The way she asked questions gave other people — especially women — permission to ask them, too. It’s impossible to know how many women applied to seminary because of her, but Twitter would suggest it is not a small number. Those women will inspire other women, and so on. Another part of her legacy.

She had a keen understanding of how theology manifested in real life — how the nuances of what you believed about the Bible should affect the small parts of your life, like where your kids go to school and how to think about criminal justice reform. She was political, but only because she was theological, and she believed theology had ramifications for politics.

But even as the political climate grew more tense and contorted, Evans was a character study on how to stand firm in your every conviction while still retaining patience and grace for those who disagreed. A Twitter user recounted how in one Q&A session, Evans said when she felt herself getting heated with her online critics, she would imagine them on their living room floors, playing with their children. She didn’t believe in compromising on her convictions, but she also didn’t believe in dehumanizing her opponents.
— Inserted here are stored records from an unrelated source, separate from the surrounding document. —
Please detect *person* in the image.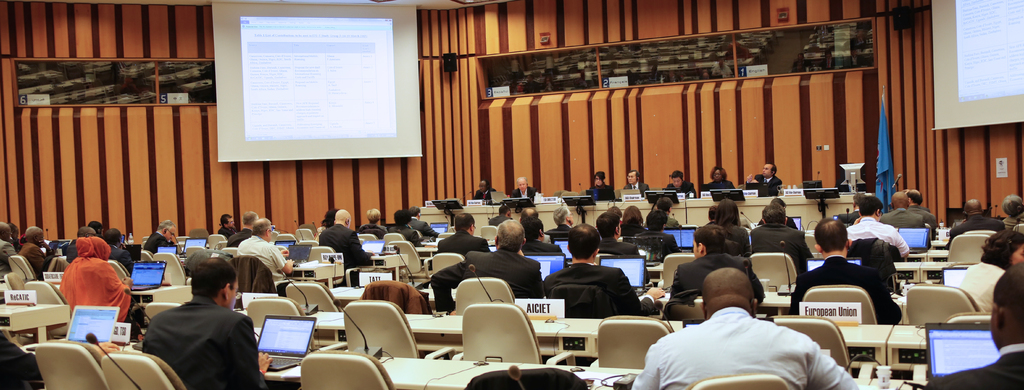
(x1=0, y1=220, x2=20, y2=277).
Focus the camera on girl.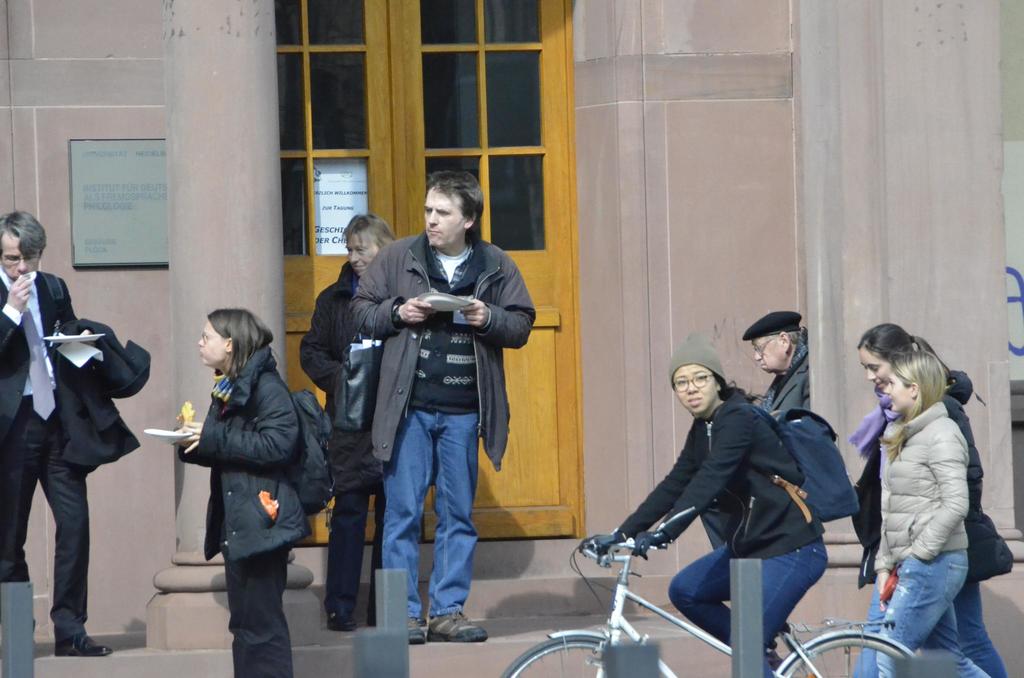
Focus region: l=868, t=347, r=988, b=677.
All these things point to her courage, maybe her most obvious trait. Evans was fearless. Most writers enter an existing space and attempt to add something new, but Evans did not have the luxury of an existing space. She had to carve it out with her bare hands, and figure out how it worked as she went along. That meant she made mistakes sometimes, and would apologize when she did (Evans never got enough credit for her willingness to apologize) but it also meant a lot of people who weren’t sure there was a place for them in Christianity were able to find one — because Evans built it.

I went through airport security wearing sunglasses because I was embarrassed about my tears. As I made my way toward the gate, I saw a small, interfaith chapel with a little stained glass window, a few cheap pews and a spiral-bound notebook on a bench to write down prayers and blessings. A little engraved sign at the door said “All Are Welcome” and I thought the place felt oddly appropriate for what was on my heart. I scribbled a quick prayer for the Evans family in the notebook. As I did, an old woman sat down nearby and asked, in broken English, if I minded her being there.

“Of course,” I said. “There’s always room for more.”